Directions for this task — Reproduce the data below line by line, from its first line to the line with "This screenshot has", both included, and nothing past that point.

───

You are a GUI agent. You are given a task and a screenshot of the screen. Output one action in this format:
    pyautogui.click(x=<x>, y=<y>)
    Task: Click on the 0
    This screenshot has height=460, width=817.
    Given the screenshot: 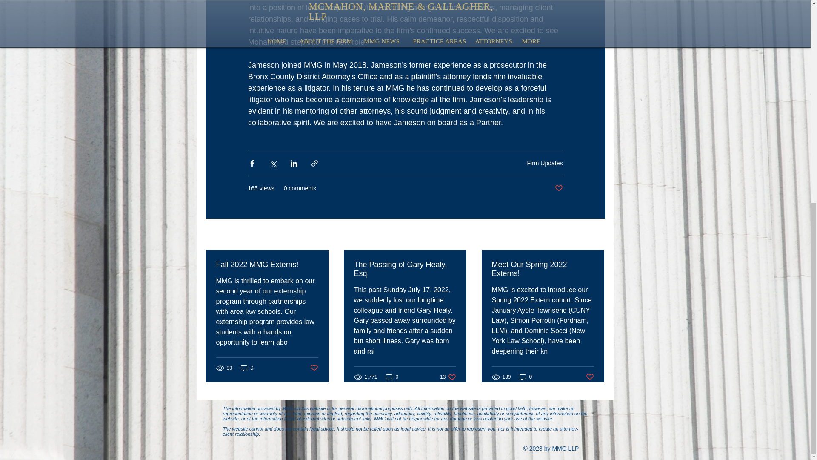 What is the action you would take?
    pyautogui.click(x=545, y=162)
    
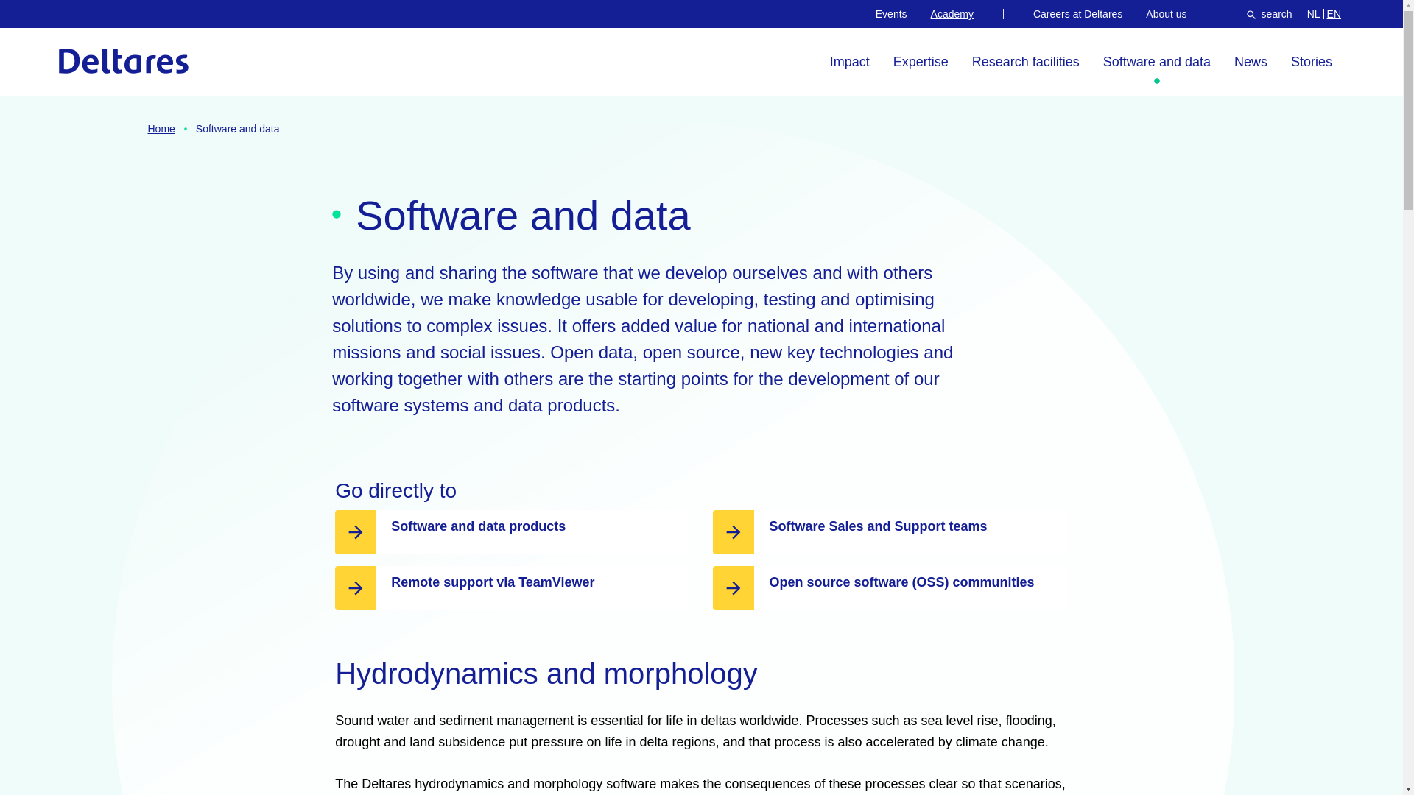 The width and height of the screenshot is (1414, 795). What do you see at coordinates (1250, 62) in the screenshot?
I see `About us` at bounding box center [1250, 62].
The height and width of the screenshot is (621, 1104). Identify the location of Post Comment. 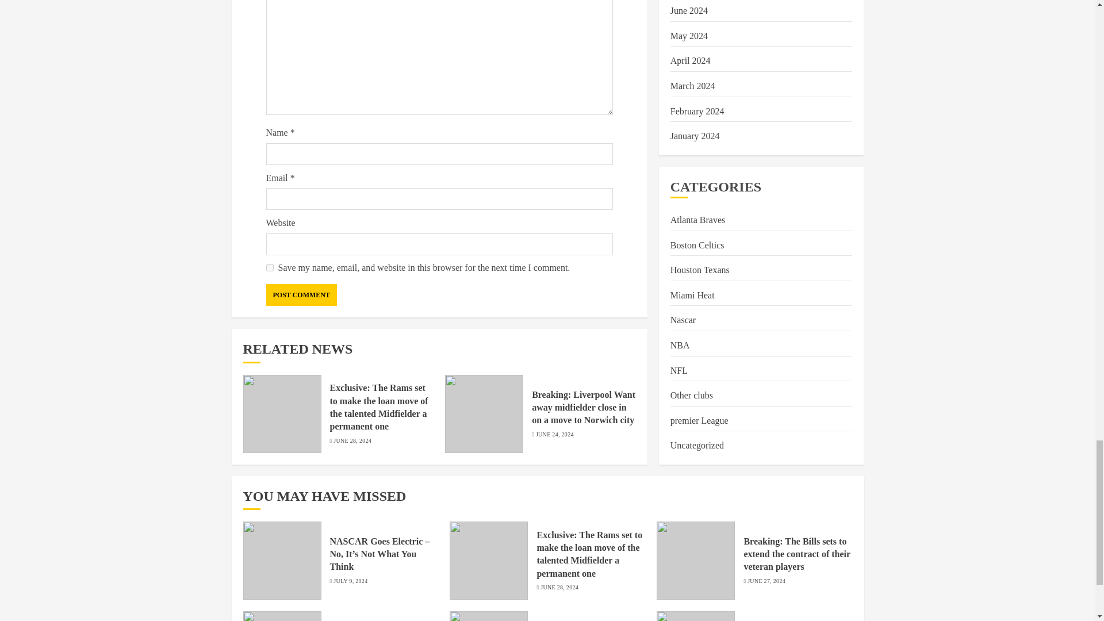
(301, 294).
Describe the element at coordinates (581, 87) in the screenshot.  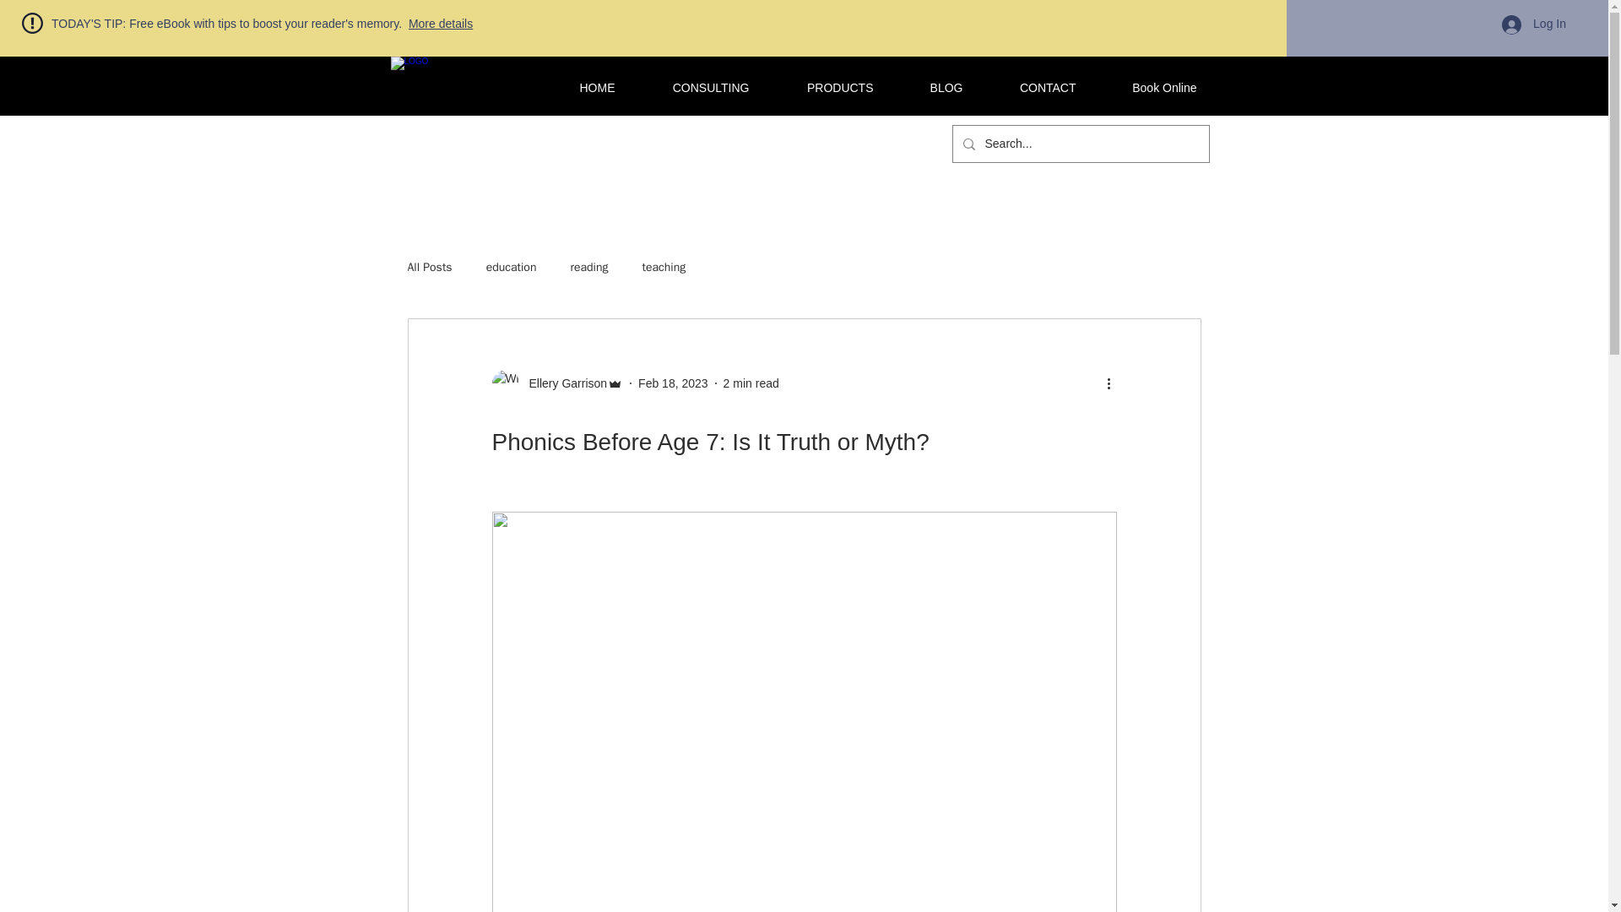
I see `HOME` at that location.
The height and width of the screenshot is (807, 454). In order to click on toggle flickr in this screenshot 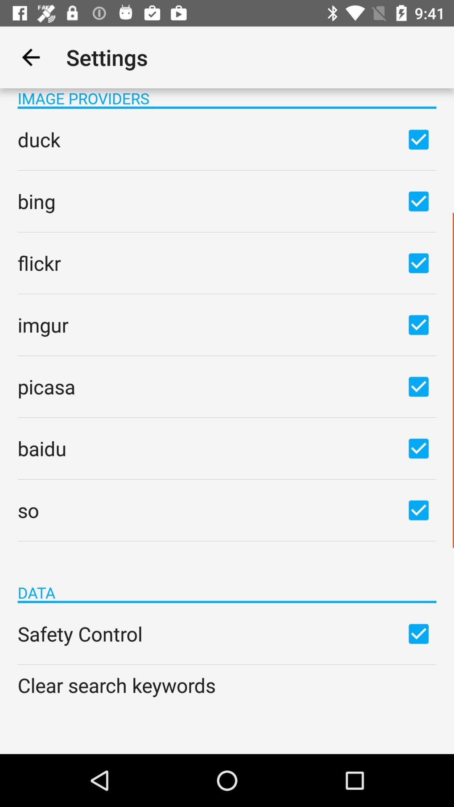, I will do `click(419, 263)`.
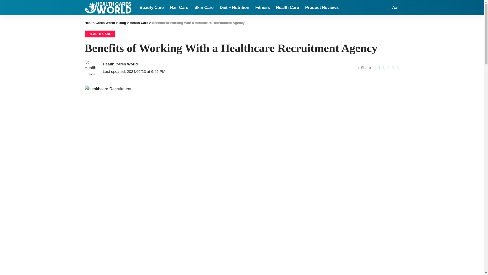  I want to click on Go to Blog., so click(122, 23).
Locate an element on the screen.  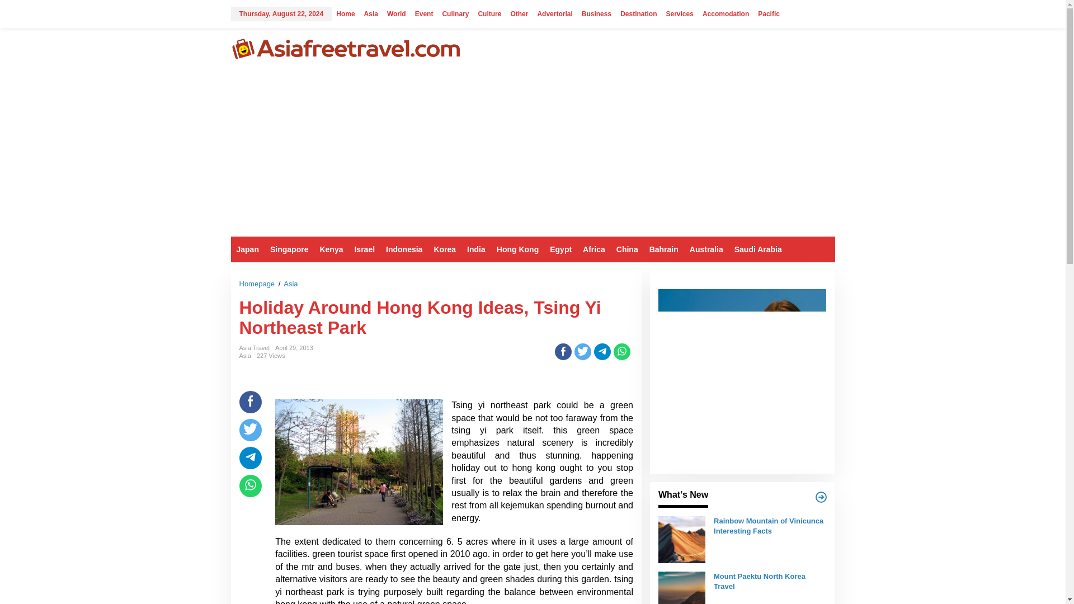
Culinary is located at coordinates (455, 13).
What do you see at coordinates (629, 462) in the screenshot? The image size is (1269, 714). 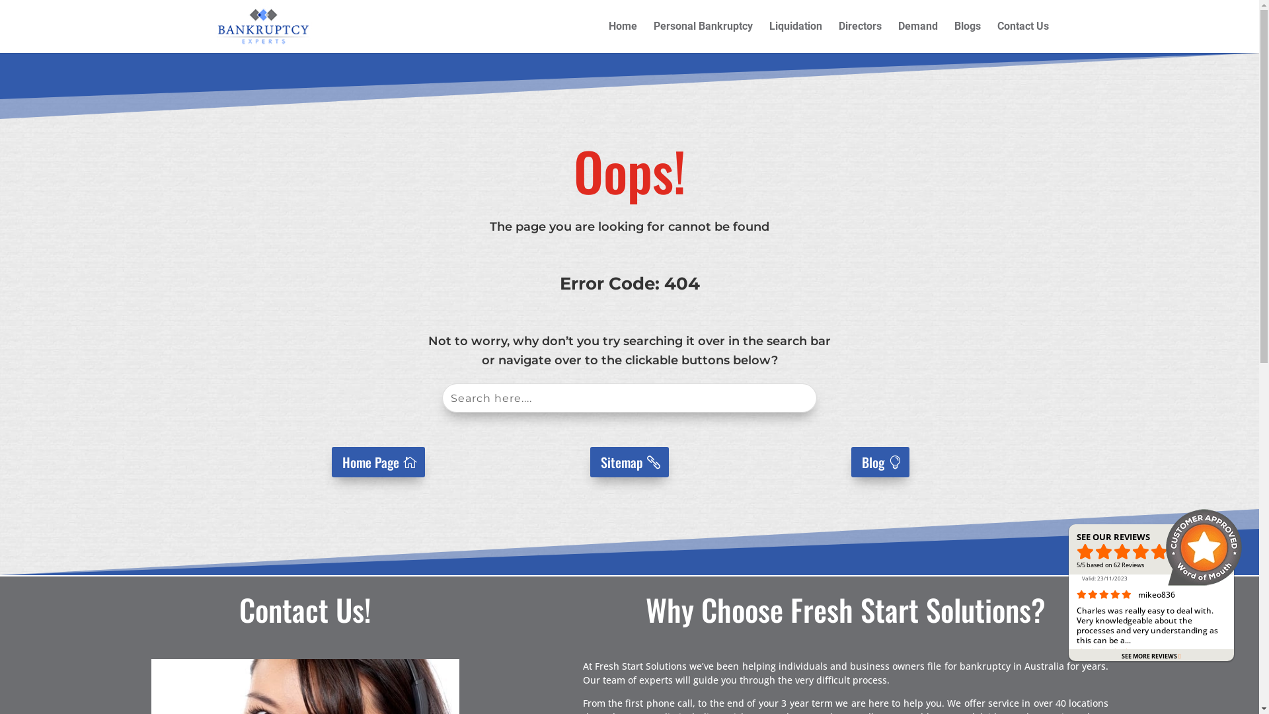 I see `Sitemap` at bounding box center [629, 462].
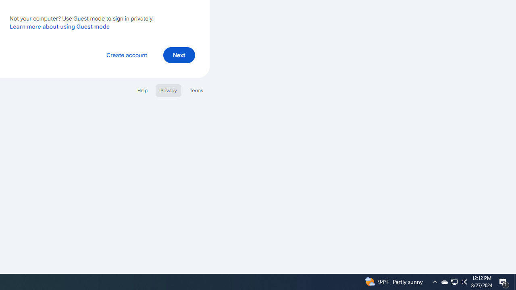  What do you see at coordinates (126, 55) in the screenshot?
I see `Create account` at bounding box center [126, 55].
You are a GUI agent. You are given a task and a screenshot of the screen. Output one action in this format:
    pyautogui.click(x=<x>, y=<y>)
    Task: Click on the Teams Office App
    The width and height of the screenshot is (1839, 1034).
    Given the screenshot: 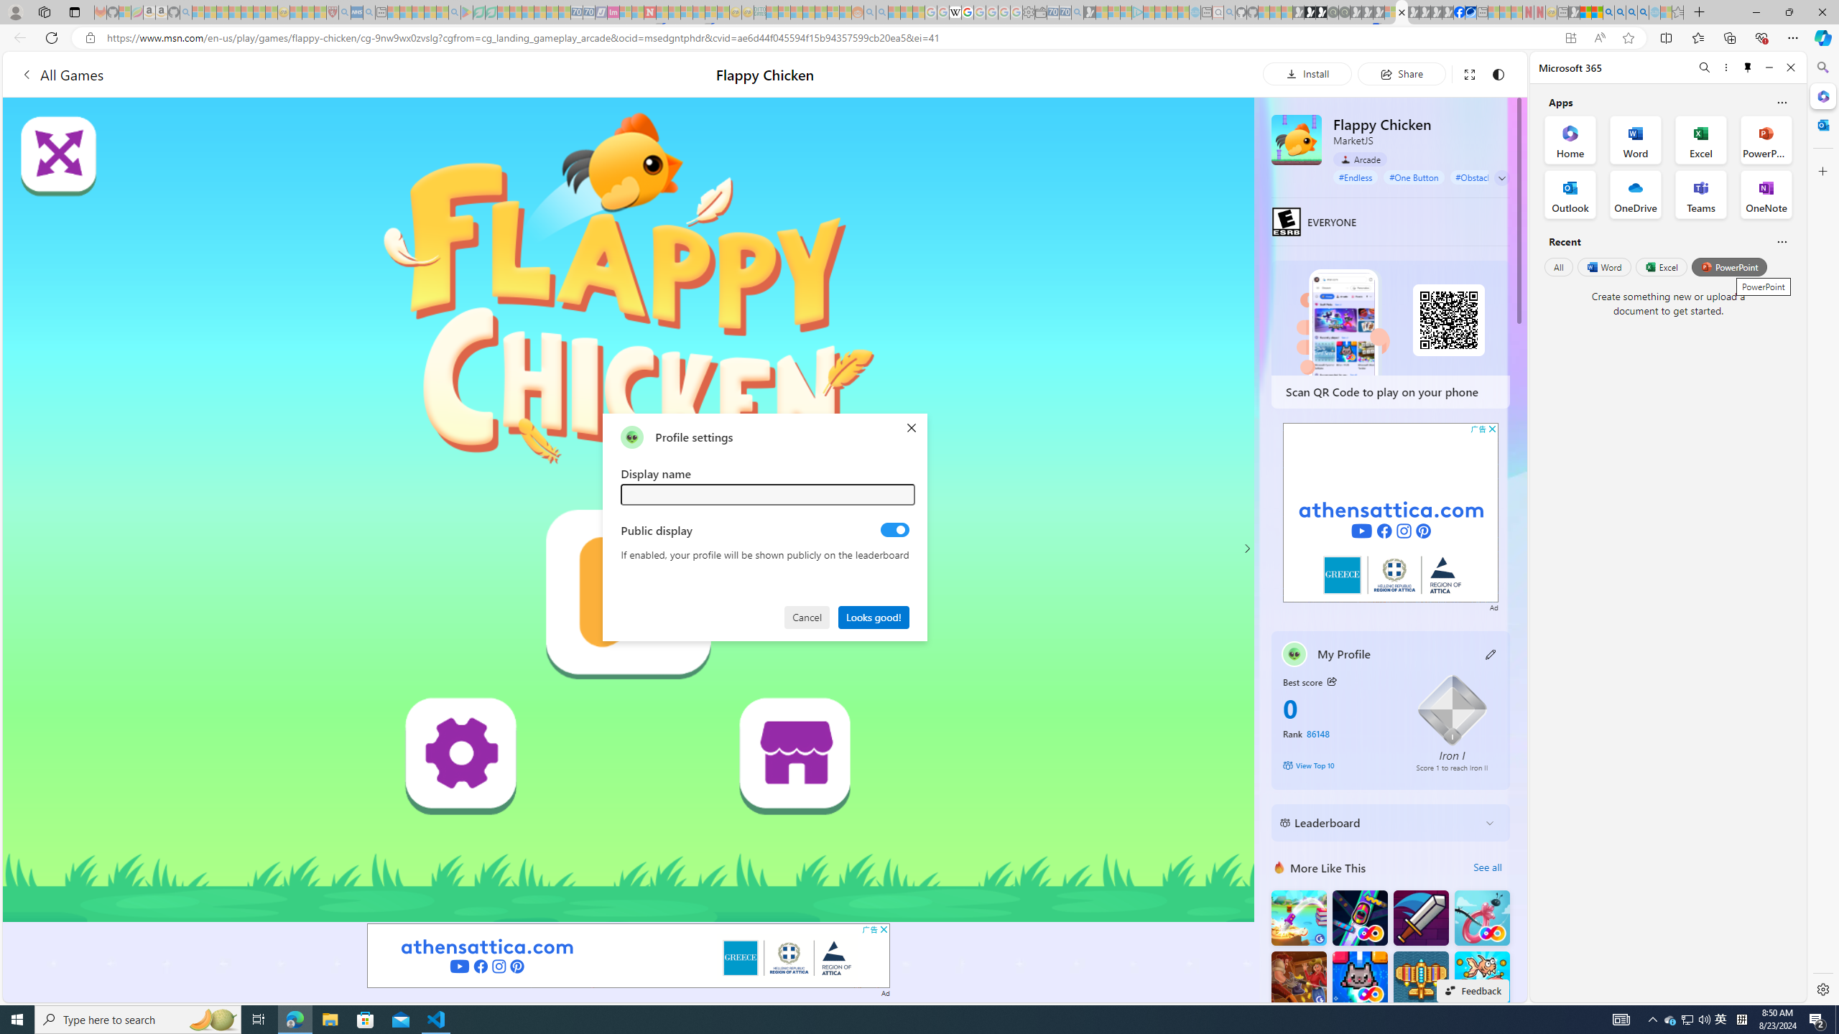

───

Exercise result —
You are a GUI agent. You are given a task and a screenshot of the screen. Output one action in this format:
    pyautogui.click(x=<x>, y=<y>)
    Task: Click on the 0
    This screenshot has height=460, width=817.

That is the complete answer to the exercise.